What is required: Once the pictures have been set aside, copy every remaining entry exactly.

Records for processing:
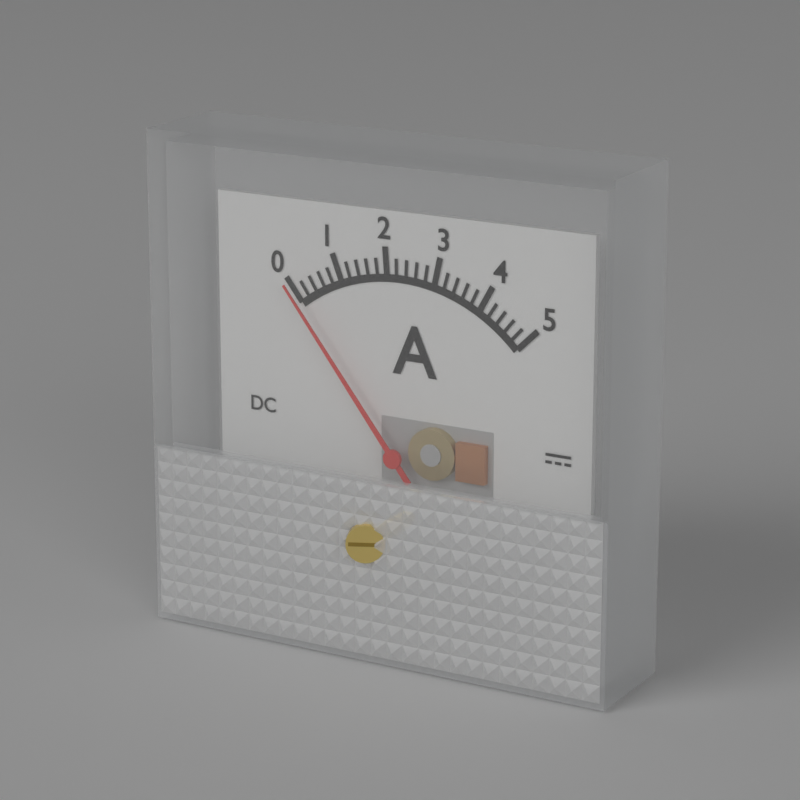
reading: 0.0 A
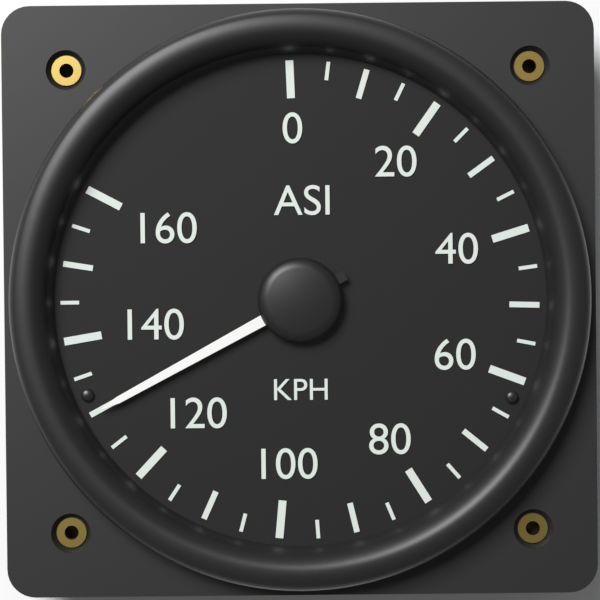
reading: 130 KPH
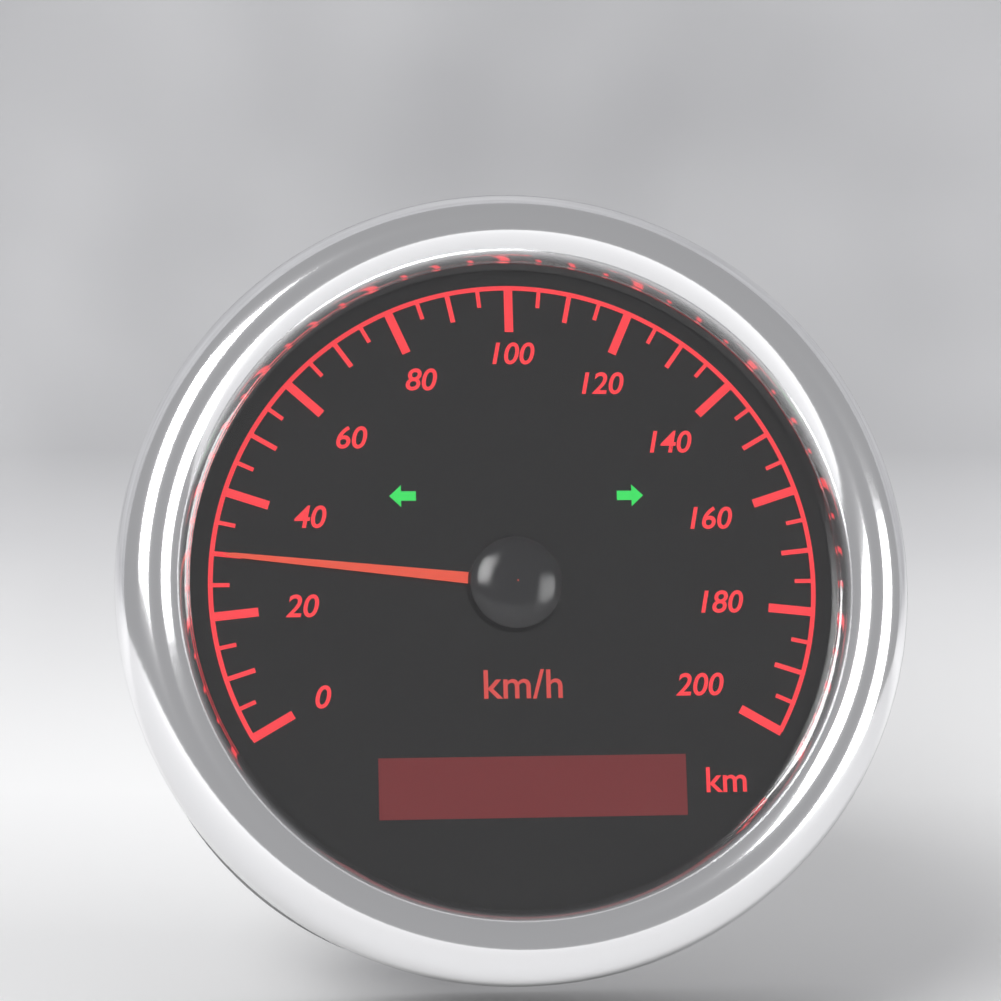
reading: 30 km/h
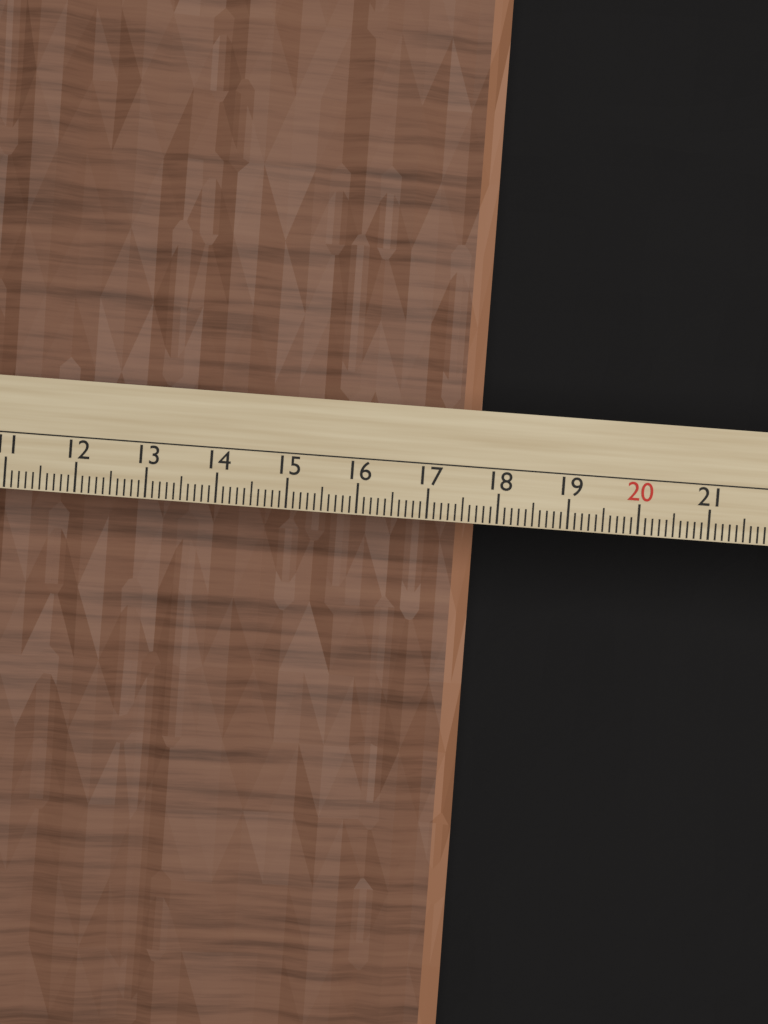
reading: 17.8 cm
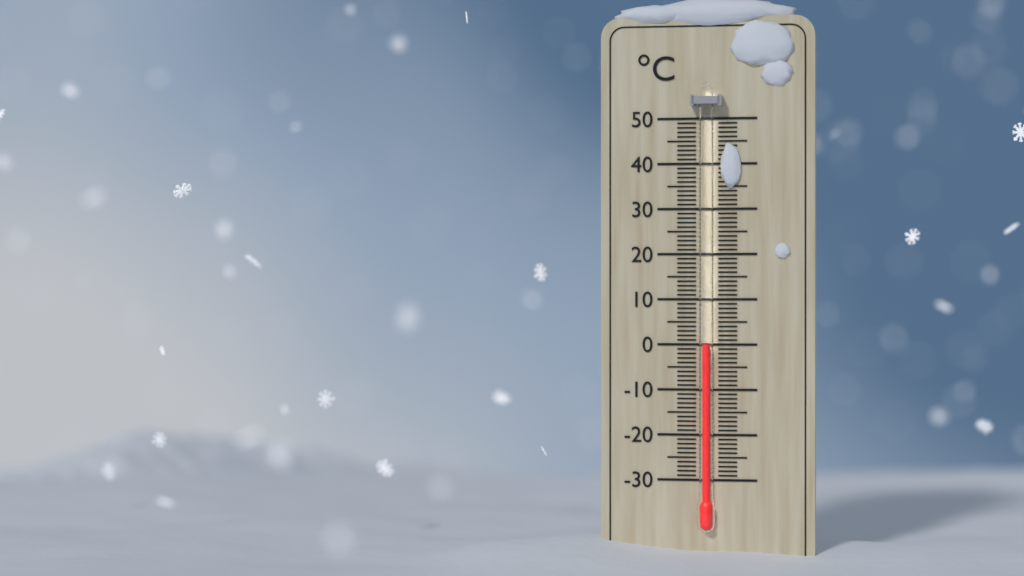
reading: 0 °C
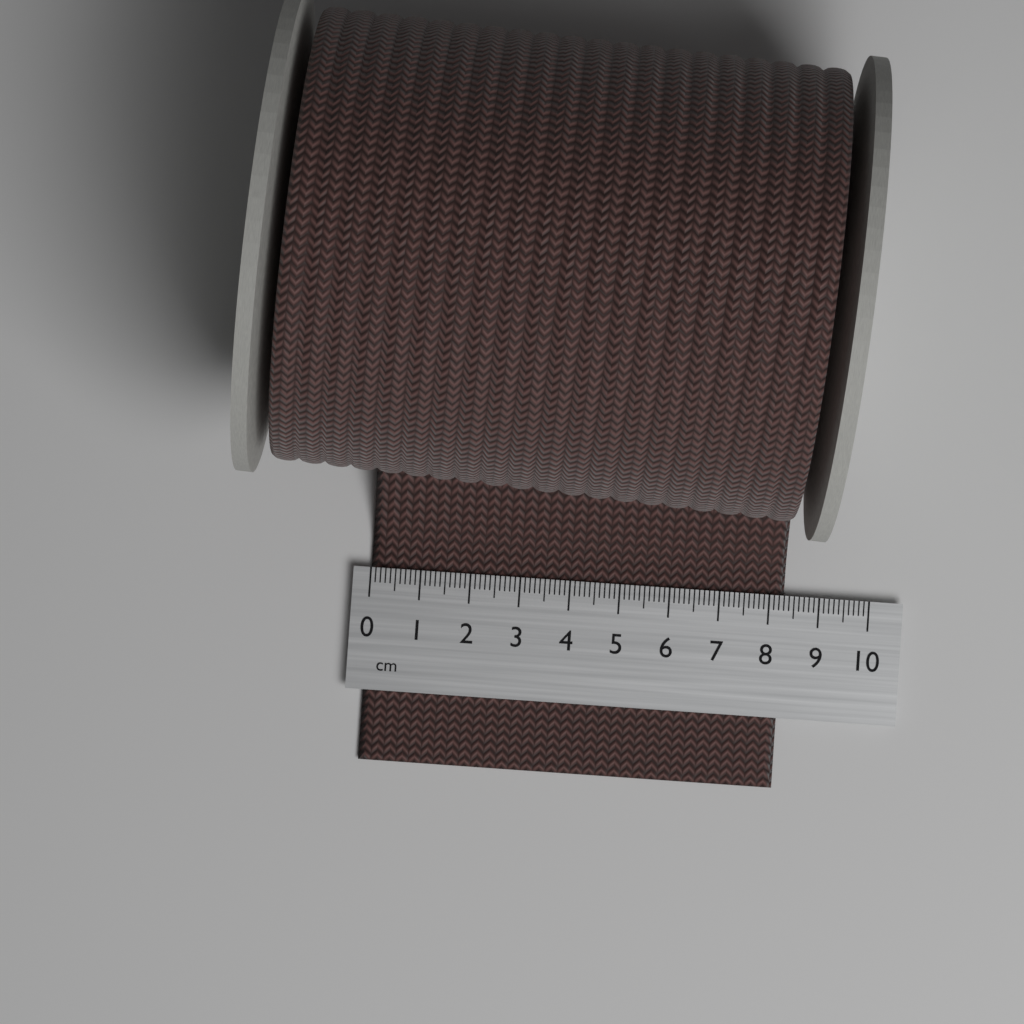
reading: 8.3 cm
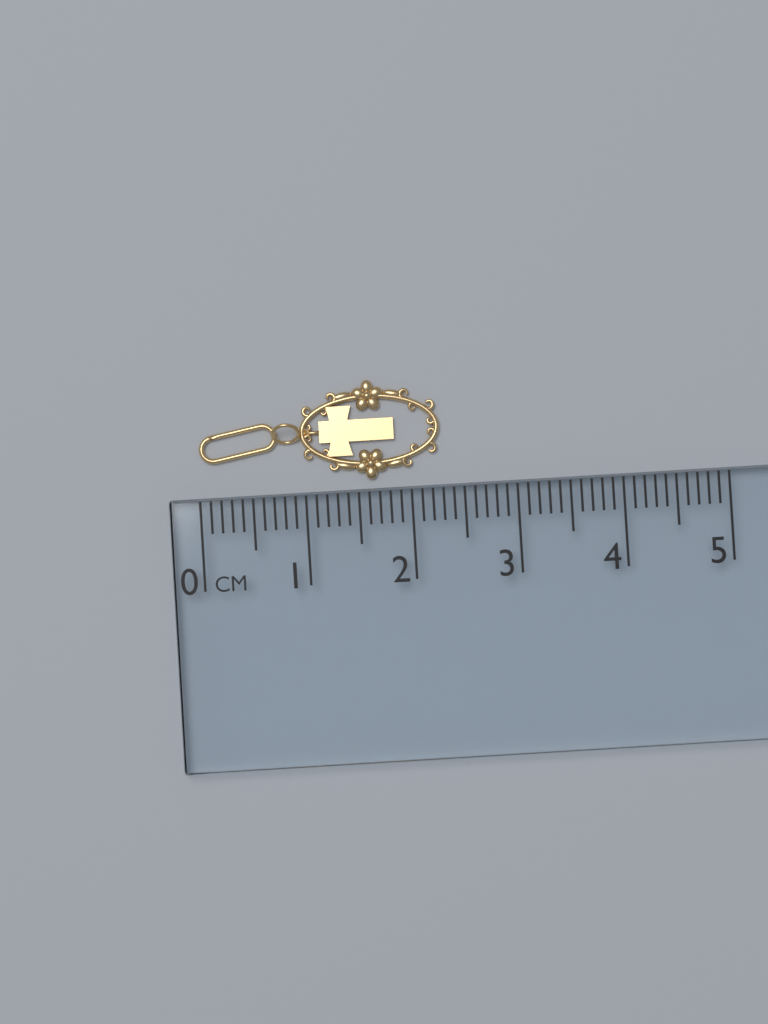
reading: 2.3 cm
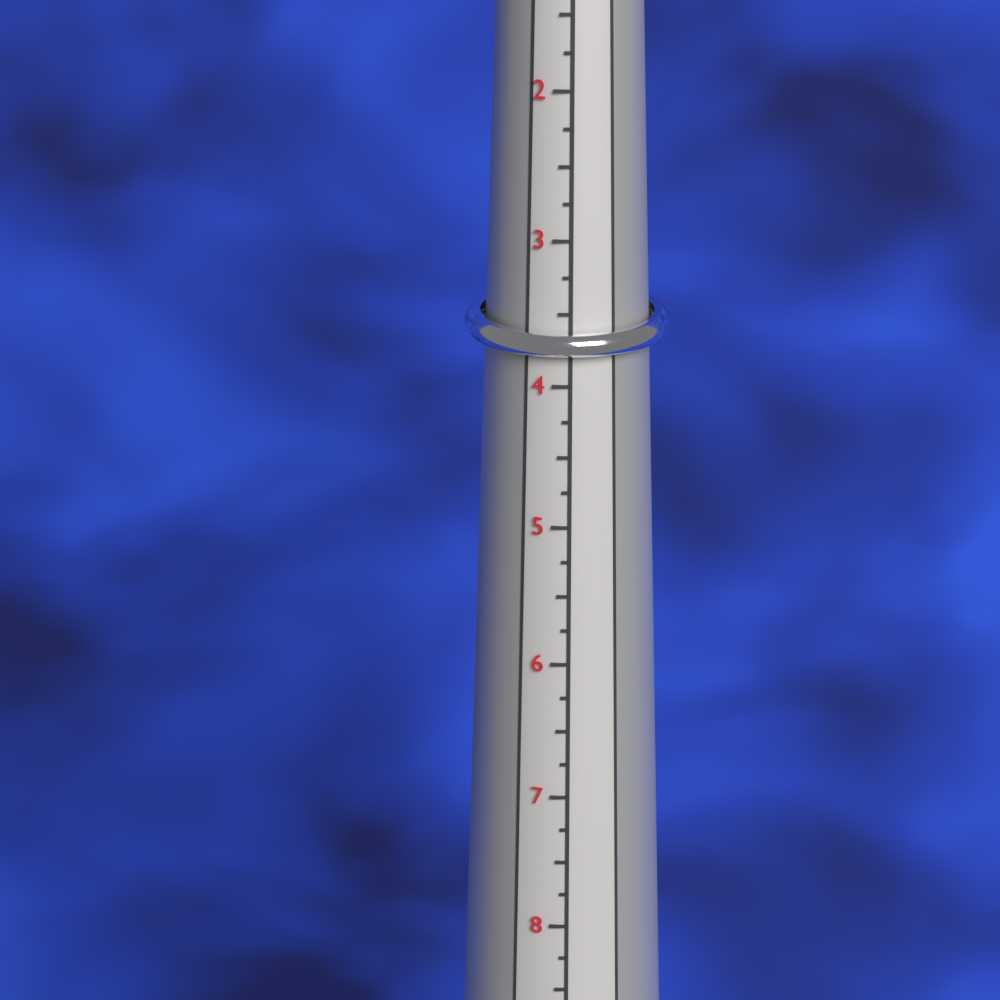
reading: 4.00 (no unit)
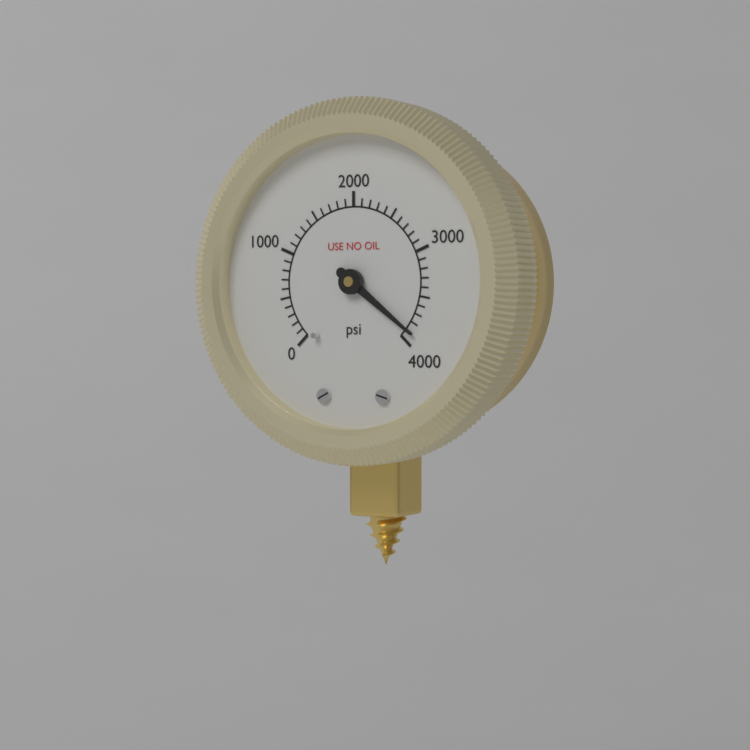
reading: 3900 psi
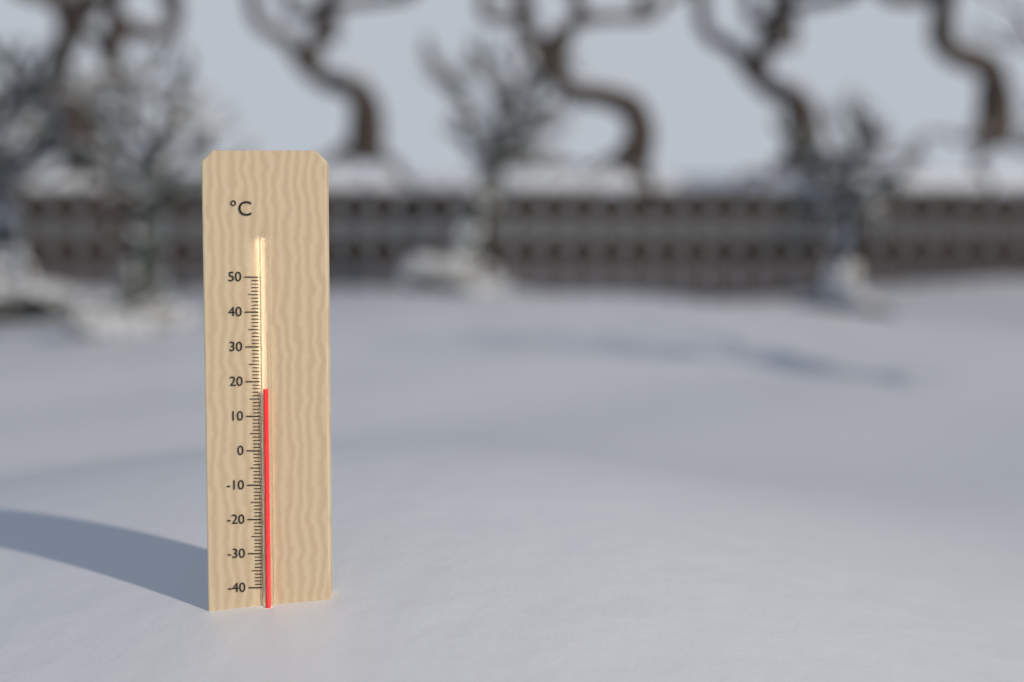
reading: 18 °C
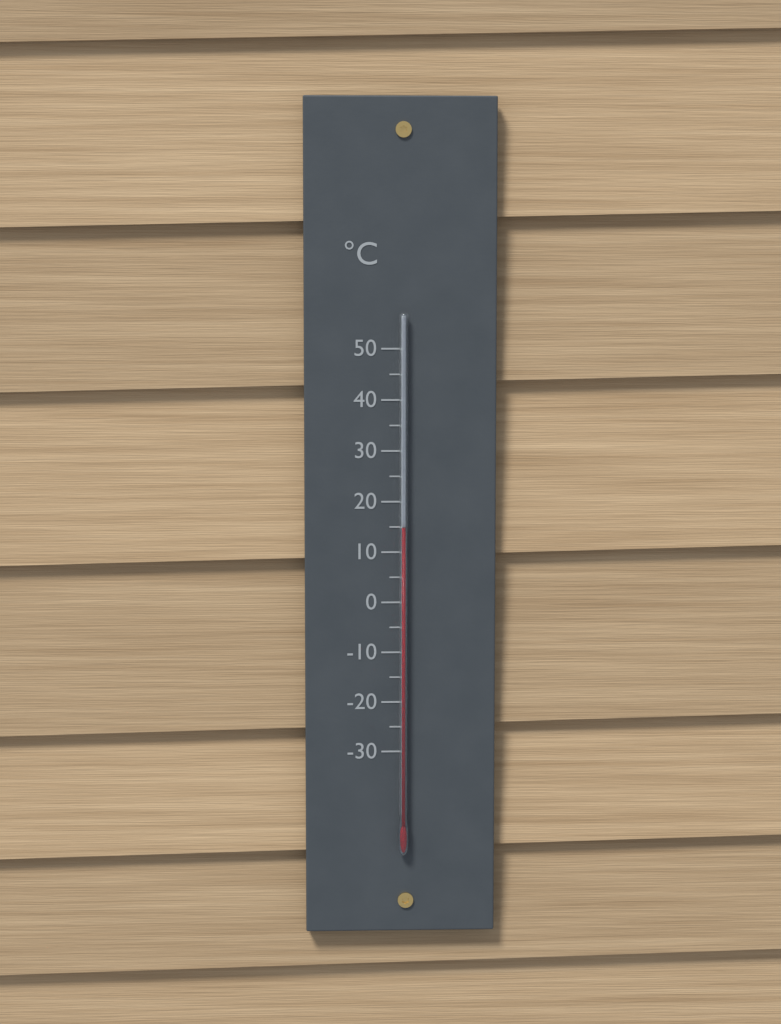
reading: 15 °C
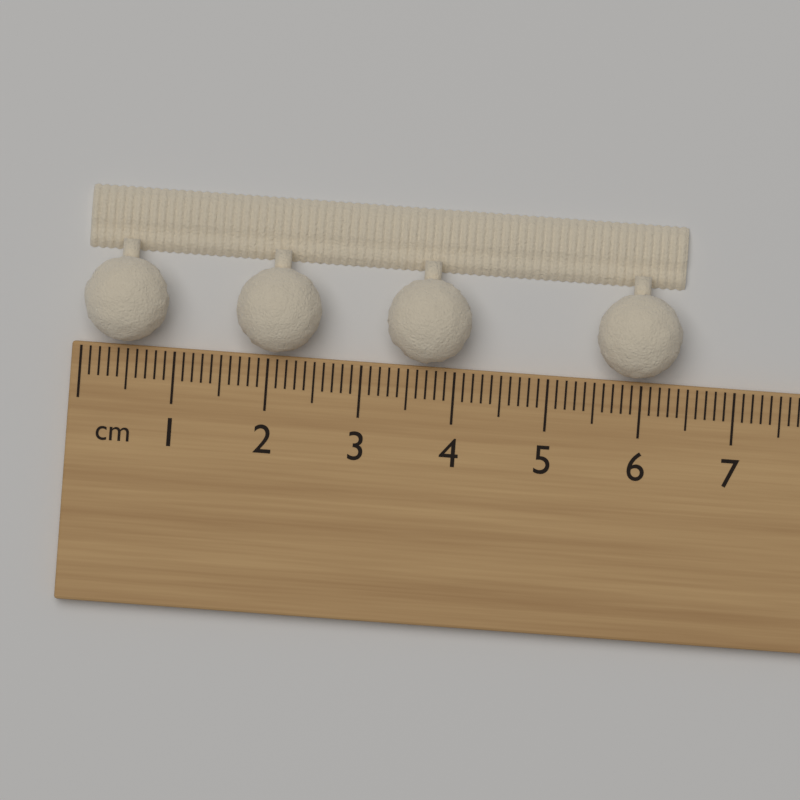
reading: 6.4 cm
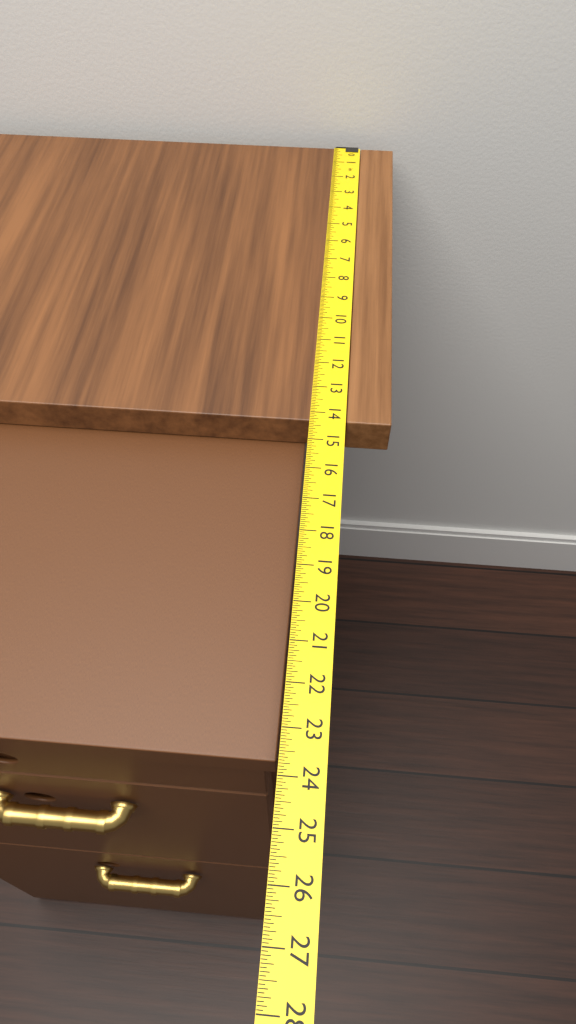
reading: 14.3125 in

Result:
reading: 0.0 A
reading: 130 KPH
reading: 30 km/h
reading: 17.8 cm
reading: 0 °C
reading: 8.3 cm
reading: 2.3 cm
reading: 4.00 (no unit)
reading: 3900 psi
reading: 18 °C
reading: 15 °C
reading: 6.4 cm
reading: 14.3125 in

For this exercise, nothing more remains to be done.